Oculus No Longer Lets Customers Move Purchased Software To Non-Oculus Hardware (boingboing.net)
AmiMoJo quotes a report from Boing Boing: As recently as 5 months ago, Oculus founder Palmer Luckey was promising his customers that they could play the software they bought from the Oculus store on "whatever they want," guaranteeing that the company wouldn't shut down apps that let customers move their purchased software to non-Oculus hardware. But now, Oculus has changed its DRM to exclude Revive, a "proof-of-concept compatibility layer between the Oculus SDK [software development kit] and OpenVR," that let players buy software in the Oculus store and run it on competing hardware. The company billed the update as an anti-piracy measure, but Revive's developer, who call themselves "Libre VR," points out that the DRM only prevents piracy using non-Oculus hardware, and allows for unlimited piracy by Oculus owners.
In my opinion ... Sounds like a great reason to never do business with Oculus under any circumstance. Apparently they are proven liars. "We will never have this restriction!" ... "okay we have this restriction, because piracy!" "No we don't care about piracy as long as you had to buy our hardware" Liars. Anyone who made the decision to buy from them, wholly or partially, because of the former promise has just been the victim of a bait-and-switch.
Learn to laugh at our differences. It's better than fighting over them.
Let's not forget the Linux users who kick-started the project, and then got told they were dropping Linux support later.
Good products, but shady management is probably ruining the company
* Only supported OS is Windows
* Always connected to the internet, constanly spying on you
* Now this
Yeah, 'cause when people did that after sony's issues, they've since closed, as the boycott by 0.01% of DRM haters has such an effect.
The company closing down is about a visceral desire for vengeance.
Recognizing and not buying from liars - and not taking this risk at all by not buying DRM in general - is about looking after your own interests.
While it's possible that both desires can be satisfied, the latter is definitely more achievable (thus more rational) than the other. Since I did not specify, interpreting my previous comment as the former alone would be an assumption on your part.
Learn to laugh at our differences. It's better than fighting over them.
The big difference is that the 0.01% of DRM haters were a drop in a bucket of Sony customers but they are pretty much *all* the clients Oculus has at the moment.
Outside from the early adopters who have pre-ordered the device, developers and some journalists nobody else has Rift. And these are the people who are getting hosed - first by getting the SDK closed, Linux/Mac versions cancelled, then shipping being delayed, the preorders not being honored/devices given to retail first, now the DRM BS.
Pissing off your only and very vocal customer base while there is a competitor with a better product is a seriously daft move.
Face it! Oculus Rift has screwed all of you and Facebook has is laughing at your idiocy ... and if that's not enough ... you can't do shit about it, except for whining over here and in reddit
You guys are no longer 'movers and shakers' of the tech world, them media heads, aka 'journalists' at CNN or BBC have taken over
Right now they have much more influences than all of you combined
Over at BBC and CNN those so-called 'tech-savvy journalists' are still heaping hosannahs at Oculus Rift, and on their reports, they get some 'researchers' from 'universities', to foretell the 'wonderful future of Virtual Reality', with Oculus Rift
Another fishy thing is that you never hear any mention of "Vive" or any other alternative to Oculus Rift on the same media channels
I smell massive ad campaign looming
Muchas Gracias, Señor Edward Snowden !
Actually, didn't we see this with 3D cards when they came out? We're currently in the Glide phase and will eventually move to OpenGL/Direct3D phase of common interfaces decoupled from hardware (or the whole thing will die off). Combined with the frankly ridiculous price for a niche entertainment product with just a few games or apps, I'd say the best option is to simply wait (or use Google Cardboard if you must).
Being an early adapter is a suckers game unless you're so rich the price is pocket change for you and you enjoy new technology for its own sake.
Forget magic. Any technology distinguishable from divine power is insufficiently advanced.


Task requirements: Copy exactly, and copy only, the lines from the one bearing "Describe the element at coordinates (76, 117)" through the final line of the records.

Information supplied:
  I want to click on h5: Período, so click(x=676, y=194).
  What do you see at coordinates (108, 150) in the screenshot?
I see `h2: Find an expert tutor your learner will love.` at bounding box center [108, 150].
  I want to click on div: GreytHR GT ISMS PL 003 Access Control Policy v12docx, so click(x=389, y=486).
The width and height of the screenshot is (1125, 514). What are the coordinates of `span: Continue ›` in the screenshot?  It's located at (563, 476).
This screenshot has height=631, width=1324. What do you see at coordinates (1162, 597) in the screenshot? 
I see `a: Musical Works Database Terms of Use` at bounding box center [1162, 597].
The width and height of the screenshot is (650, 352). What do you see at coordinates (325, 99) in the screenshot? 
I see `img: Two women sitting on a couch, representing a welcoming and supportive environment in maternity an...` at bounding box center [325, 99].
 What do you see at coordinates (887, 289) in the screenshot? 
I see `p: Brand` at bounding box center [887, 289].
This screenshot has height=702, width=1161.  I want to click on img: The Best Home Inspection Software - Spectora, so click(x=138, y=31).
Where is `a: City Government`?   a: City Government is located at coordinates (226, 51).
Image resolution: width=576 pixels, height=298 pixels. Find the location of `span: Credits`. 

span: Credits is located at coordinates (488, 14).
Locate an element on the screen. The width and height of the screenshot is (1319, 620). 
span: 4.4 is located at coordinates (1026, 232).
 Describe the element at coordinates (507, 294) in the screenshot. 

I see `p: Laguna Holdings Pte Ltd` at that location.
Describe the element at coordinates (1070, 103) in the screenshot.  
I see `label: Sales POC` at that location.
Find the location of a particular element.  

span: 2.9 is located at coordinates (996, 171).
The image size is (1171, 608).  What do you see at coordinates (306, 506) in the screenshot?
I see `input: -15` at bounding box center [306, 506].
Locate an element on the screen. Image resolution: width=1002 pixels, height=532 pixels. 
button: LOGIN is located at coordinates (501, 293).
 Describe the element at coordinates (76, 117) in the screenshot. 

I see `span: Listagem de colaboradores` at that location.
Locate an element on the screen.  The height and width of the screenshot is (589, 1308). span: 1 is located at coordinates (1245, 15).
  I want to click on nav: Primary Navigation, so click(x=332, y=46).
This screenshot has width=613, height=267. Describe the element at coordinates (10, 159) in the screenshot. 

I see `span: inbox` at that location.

Exercise result:
 Describe the element at coordinates (76, 117) in the screenshot. 

I see `span: Listagem de colaboradores` at that location.
Locate an element on the screen.  The height and width of the screenshot is (589, 1308). span: 1 is located at coordinates (1245, 15).
  I want to click on nav: Primary Navigation, so click(x=332, y=46).
This screenshot has width=613, height=267. Describe the element at coordinates (10, 159) in the screenshot. 

I see `span: inbox` at that location.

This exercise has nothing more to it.